← All reads
Sales·Dec 25, 2025·4 min read

A WhatsApp sales script that doesn't sound like a robot

Selling over chat isn't about pasting canned replies or dropping the price in line one. Here's a simple structure to greet, qualify, pitch, close and follow up without sounding like a machine.

We've all gotten that message. You write to a business asking about a service and they reply with a block of text they clearly sent to fifty other people: "Hello valued customer, thank you for contacting us, our hours are...". You read it and feel like you're talking to an answering machine. The funny thing is that selling over WhatsApp can feel like the exact opposite: close, fast and human. You just need a script, and the word "script" scares people because it sounds robotic. It isn't. A good script is like the mental notes of an experienced waiter: they know what to ask and in what order, but they still look you in the eye.

Greet like a person, not like a form

The first message sets the tone for the whole conversation. Open with a corporate paragraph and you've already lost the warmth. Open with "Hi, how can I help?" and you're not helping much either, because the customer just wrote in for that exact reason. A good greeting does three things in a few lines: it confirms they reached the right place, it uses their name if you have it, and it bounces the ball back with a concrete question.

An example for a barbershop: "Hey Andrew! Yes, we book haircuts and beard trims. Are you looking for something this week or later on?". Look at what happened there. You greeted them by name, confirmed you do what they asked, and already started qualifying without it feeling like an interrogation. One well-thought sentence can do a lot.

Qualifying means asking, not guessing

Qualifying sounds technical, but it means something simple: understanding what the person needs before proposing anything. The most common mistake is jumping straight to price. The customer asks "how much?" and the business fires off a rate. The trouble is that without context, any number seems expensive or cheap for no reason. Better to ask one or two questions that let you propose the right option.

Don't overwhelm them. Three well-chosen questions beat a full questionnaire. For most appointment-based businesses, what you need to know fits into a few things:

  • What they want exactly (the service, not the broad category).
  • When they need it (today, this week, no rush).
  • Whether they're a returning or first-time customer (it changes the tone and sometimes the price).
  • Any key constraint: budget, schedule or location.

Ask them one at a time, like a normal chat. Sending all four at once in a numbered list is exactly what makes you sound like a robot again.

Offer one clear option, not an endless menu

Once you know what they need, propose. And propose little. Send six packages with every variant and you'll freeze them: too many options usually leads to deciding nothing. It's better to recommend one main option and, at most, one alternative. "For what you're describing, I'd recommend the deep cleaning; it costs this much and takes about an hour. If you'd rather something quicker, we have the basic one." Clear, concrete, with the price baked in so nobody has to ask again.

When you give someone two good options instead of ten, you're not taking away their freedom: you're taking away the burden of choosing between things they don't understand.

Closing means proposing a concrete next step

This is where most chat sales fall apart. The conversation is going well, the customer is interested, and then the business writes "let me know if you need anything" and leaves the ball on the customer's side. Bad move. Closing isn't pressuring; it's offering a next step that's easy to accept. In appointment businesses, the close is almost always proposing a day and a time.

Instead of "when would you like to come in?", which forces the customer to think and check their calendar, offer two concrete slots: "I've got tomorrow at 4 or Thursday at 11, which works better?". That turns an open-ended decision into a simple yes or no, and nudges the conversation toward the calendar without feeling pushy.

Follow-up is where half the money is made

Plenty of people ask, think it over and forget. Not because they're not interested, but because life happens. A friendly follow-up message, a day or two later, recovers sales you'd already written off. The trick is that it shouldn't sound like a collection call or like desperation. Something like "Hey Andrew! Still on for the Thursday haircut, or should we move it to another day?" keeps the door open without being annoying.

And here's a detail people forget: follow-up also happens after the appointment. A "how did everything turn out?" the next day not only feels good, it opens the door to the next sale and, along the way, to a good review. Long relationships are built there, not in the first message.

In the end, a script doesn't make you robotic; it makes you consistent. You always greet well, you ask just enough, you pitch clearly, you offer the next step, and you don't leave anyone on read. The rest is tone, and the tone is yours. Treat those conversations with the same care you'd give a customer standing in front of you, because on the other side of the chat there's exactly that: a person deciding whether to trust you with their time.

Ready to stop losing clients?

Let Lidia answer for you. Ready in five minutes.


EXERCISE REQUIREMENTS: Would you set down the complete data below, exactly as shown?

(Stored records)
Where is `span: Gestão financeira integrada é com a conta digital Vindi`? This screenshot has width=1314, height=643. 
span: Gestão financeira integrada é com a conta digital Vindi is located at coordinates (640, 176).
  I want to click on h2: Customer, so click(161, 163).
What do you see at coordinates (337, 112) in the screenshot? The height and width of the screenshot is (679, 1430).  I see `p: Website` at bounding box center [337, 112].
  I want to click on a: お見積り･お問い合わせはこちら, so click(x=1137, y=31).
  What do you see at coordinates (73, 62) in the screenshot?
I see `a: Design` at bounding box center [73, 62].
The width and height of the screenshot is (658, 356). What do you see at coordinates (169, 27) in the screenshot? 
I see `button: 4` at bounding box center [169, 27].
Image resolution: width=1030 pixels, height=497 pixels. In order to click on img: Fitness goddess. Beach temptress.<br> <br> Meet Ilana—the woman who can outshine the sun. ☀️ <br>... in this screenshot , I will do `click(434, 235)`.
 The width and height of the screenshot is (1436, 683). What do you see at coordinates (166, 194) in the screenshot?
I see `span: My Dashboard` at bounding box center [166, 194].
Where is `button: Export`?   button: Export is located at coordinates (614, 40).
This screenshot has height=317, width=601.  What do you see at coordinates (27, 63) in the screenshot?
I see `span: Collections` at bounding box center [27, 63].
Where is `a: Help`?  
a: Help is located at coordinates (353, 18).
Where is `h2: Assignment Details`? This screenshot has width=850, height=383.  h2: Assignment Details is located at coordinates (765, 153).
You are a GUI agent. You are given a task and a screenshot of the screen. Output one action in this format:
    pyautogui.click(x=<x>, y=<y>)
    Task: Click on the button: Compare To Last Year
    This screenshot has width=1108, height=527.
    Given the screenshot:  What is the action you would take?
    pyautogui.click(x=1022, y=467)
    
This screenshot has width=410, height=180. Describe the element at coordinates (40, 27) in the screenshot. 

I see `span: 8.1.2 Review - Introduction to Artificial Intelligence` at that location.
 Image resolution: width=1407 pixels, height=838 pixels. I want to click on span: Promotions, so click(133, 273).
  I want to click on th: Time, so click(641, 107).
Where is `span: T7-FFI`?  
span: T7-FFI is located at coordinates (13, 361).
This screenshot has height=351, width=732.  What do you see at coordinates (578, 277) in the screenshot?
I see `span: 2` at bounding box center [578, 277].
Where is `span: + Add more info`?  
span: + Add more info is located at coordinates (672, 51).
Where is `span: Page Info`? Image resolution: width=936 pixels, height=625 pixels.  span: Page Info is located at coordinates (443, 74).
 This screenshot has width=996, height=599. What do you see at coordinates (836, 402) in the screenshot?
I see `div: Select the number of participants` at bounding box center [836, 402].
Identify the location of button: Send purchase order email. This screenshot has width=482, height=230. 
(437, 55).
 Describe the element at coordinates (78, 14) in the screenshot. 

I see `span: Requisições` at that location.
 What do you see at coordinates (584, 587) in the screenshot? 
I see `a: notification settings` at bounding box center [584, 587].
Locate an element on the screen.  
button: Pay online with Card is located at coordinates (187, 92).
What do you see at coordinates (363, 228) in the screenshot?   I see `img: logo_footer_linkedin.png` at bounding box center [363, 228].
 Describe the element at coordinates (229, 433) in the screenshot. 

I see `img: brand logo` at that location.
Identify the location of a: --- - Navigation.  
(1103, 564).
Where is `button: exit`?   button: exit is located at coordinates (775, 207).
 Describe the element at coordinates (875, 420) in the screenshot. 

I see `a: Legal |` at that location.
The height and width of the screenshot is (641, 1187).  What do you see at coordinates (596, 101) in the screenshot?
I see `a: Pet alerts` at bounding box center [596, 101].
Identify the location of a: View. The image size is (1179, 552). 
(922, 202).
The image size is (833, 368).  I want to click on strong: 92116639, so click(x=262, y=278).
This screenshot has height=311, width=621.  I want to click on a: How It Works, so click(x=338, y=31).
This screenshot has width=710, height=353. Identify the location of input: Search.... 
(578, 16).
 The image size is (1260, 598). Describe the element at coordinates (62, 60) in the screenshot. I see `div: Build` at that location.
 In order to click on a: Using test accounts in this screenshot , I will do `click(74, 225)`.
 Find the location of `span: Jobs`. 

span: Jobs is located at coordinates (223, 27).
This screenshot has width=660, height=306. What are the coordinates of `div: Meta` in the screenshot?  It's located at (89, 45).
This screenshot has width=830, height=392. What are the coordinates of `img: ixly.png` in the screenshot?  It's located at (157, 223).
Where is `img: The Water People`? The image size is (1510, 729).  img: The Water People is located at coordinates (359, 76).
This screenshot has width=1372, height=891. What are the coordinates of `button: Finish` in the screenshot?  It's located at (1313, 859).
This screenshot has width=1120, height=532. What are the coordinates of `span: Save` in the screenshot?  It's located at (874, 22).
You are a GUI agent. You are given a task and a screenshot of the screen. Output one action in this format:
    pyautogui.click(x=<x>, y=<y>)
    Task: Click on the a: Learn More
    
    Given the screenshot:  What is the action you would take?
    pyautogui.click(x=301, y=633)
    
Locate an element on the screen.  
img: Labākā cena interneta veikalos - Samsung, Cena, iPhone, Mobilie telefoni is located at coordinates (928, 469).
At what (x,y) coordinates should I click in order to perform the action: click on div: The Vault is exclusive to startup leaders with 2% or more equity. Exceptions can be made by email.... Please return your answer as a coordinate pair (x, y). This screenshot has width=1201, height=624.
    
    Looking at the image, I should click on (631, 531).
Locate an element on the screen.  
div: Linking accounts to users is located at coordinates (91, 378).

RESULT BELOW:
Where is `span: Gestão financeira integrada é com a conta digital Vindi`? This screenshot has width=1314, height=643. 
span: Gestão financeira integrada é com a conta digital Vindi is located at coordinates (640, 176).
  I want to click on h2: Customer, so click(161, 163).
What do you see at coordinates (337, 112) in the screenshot? The height and width of the screenshot is (679, 1430).  I see `p: Website` at bounding box center [337, 112].
  I want to click on a: お見積り･お問い合わせはこちら, so click(x=1137, y=31).
  What do you see at coordinates (73, 62) in the screenshot?
I see `a: Design` at bounding box center [73, 62].
The width and height of the screenshot is (658, 356). What do you see at coordinates (169, 27) in the screenshot? 
I see `button: 4` at bounding box center [169, 27].
Image resolution: width=1030 pixels, height=497 pixels. In order to click on img: Fitness goddess. Beach temptress.<br> <br> Meet Ilana—the woman who can outshine the sun. ☀️ <br>... in this screenshot , I will do `click(434, 235)`.
 The width and height of the screenshot is (1436, 683). What do you see at coordinates (166, 194) in the screenshot?
I see `span: My Dashboard` at bounding box center [166, 194].
Where is `button: Export`?   button: Export is located at coordinates (614, 40).
This screenshot has height=317, width=601.  What do you see at coordinates (27, 63) in the screenshot?
I see `span: Collections` at bounding box center [27, 63].
Where is `a: Help`?  
a: Help is located at coordinates (353, 18).
Where is `h2: Assignment Details`? This screenshot has width=850, height=383.  h2: Assignment Details is located at coordinates (765, 153).
You are a GUI agent. You are given a task and a screenshot of the screen. Output one action in this format:
    pyautogui.click(x=<x>, y=<y>)
    Task: Click on the button: Compare To Last Year
    This screenshot has width=1108, height=527.
    Given the screenshot:  What is the action you would take?
    pyautogui.click(x=1022, y=467)
    
This screenshot has width=410, height=180. Describe the element at coordinates (40, 27) in the screenshot. 

I see `span: 8.1.2 Review - Introduction to Artificial Intelligence` at that location.
 Image resolution: width=1407 pixels, height=838 pixels. I want to click on span: Promotions, so click(133, 273).
  I want to click on th: Time, so click(641, 107).
Where is `span: T7-FFI`?  
span: T7-FFI is located at coordinates (13, 361).
This screenshot has height=351, width=732.  What do you see at coordinates (578, 277) in the screenshot?
I see `span: 2` at bounding box center [578, 277].
Where is `span: + Add more info`?  
span: + Add more info is located at coordinates (672, 51).
Where is `span: Page Info`? Image resolution: width=936 pixels, height=625 pixels.  span: Page Info is located at coordinates (443, 74).
 This screenshot has width=996, height=599. What do you see at coordinates (836, 402) in the screenshot?
I see `div: Select the number of participants` at bounding box center [836, 402].
Identify the location of button: Send purchase order email. This screenshot has width=482, height=230. 
(437, 55).
 Describe the element at coordinates (78, 14) in the screenshot. 

I see `span: Requisições` at that location.
 What do you see at coordinates (584, 587) in the screenshot? 
I see `a: notification settings` at bounding box center [584, 587].
Locate an element on the screen.  
button: Pay online with Card is located at coordinates (187, 92).
What do you see at coordinates (363, 228) in the screenshot?   I see `img: logo_footer_linkedin.png` at bounding box center [363, 228].
 Describe the element at coordinates (229, 433) in the screenshot. 

I see `img: brand logo` at that location.
Identify the location of a: --- - Navigation.  
(1103, 564).
Where is `button: exit`?   button: exit is located at coordinates (775, 207).
 Describe the element at coordinates (875, 420) in the screenshot. 

I see `a: Legal |` at that location.
The height and width of the screenshot is (641, 1187).  What do you see at coordinates (596, 101) in the screenshot?
I see `a: Pet alerts` at bounding box center [596, 101].
Identify the location of a: View. The image size is (1179, 552). 
(922, 202).
The image size is (833, 368).  I want to click on strong: 92116639, so click(x=262, y=278).
This screenshot has height=311, width=621.  I want to click on a: How It Works, so click(x=338, y=31).
This screenshot has width=710, height=353. Identify the location of input: Search.... 
(578, 16).
 The image size is (1260, 598). Describe the element at coordinates (62, 60) in the screenshot. I see `div: Build` at that location.
 In order to click on a: Using test accounts in this screenshot , I will do `click(74, 225)`.
 Find the location of `span: Jobs`. 

span: Jobs is located at coordinates (223, 27).
This screenshot has width=660, height=306. What are the coordinates of `div: Meta` in the screenshot?  It's located at (89, 45).
This screenshot has width=830, height=392. What are the coordinates of `img: ixly.png` in the screenshot?  It's located at (157, 223).
Where is `img: The Water People`? The image size is (1510, 729).  img: The Water People is located at coordinates (359, 76).
This screenshot has width=1372, height=891. What are the coordinates of `button: Finish` in the screenshot?  It's located at (1313, 859).
This screenshot has width=1120, height=532. What are the coordinates of `span: Save` in the screenshot?  It's located at (874, 22).
You are a GUI agent. You are given a task and a screenshot of the screen. Output one action in this format:
    pyautogui.click(x=<x>, y=<y>)
    Task: Click on the a: Learn More
    
    Given the screenshot:  What is the action you would take?
    pyautogui.click(x=301, y=633)
    
Locate an element on the screen.  
img: Labākā cena interneta veikalos - Samsung, Cena, iPhone, Mobilie telefoni is located at coordinates (928, 469).
At what (x,y) coordinates should I click in order to perform the action: click on div: The Vault is exclusive to startup leaders with 2% or more equity. Exceptions can be made by email.... Please return your answer as a coordinate pair (x, y). This screenshot has width=1201, height=624.
    
    Looking at the image, I should click on (631, 531).
Locate an element on the screen.  
div: Linking accounts to users is located at coordinates (91, 378).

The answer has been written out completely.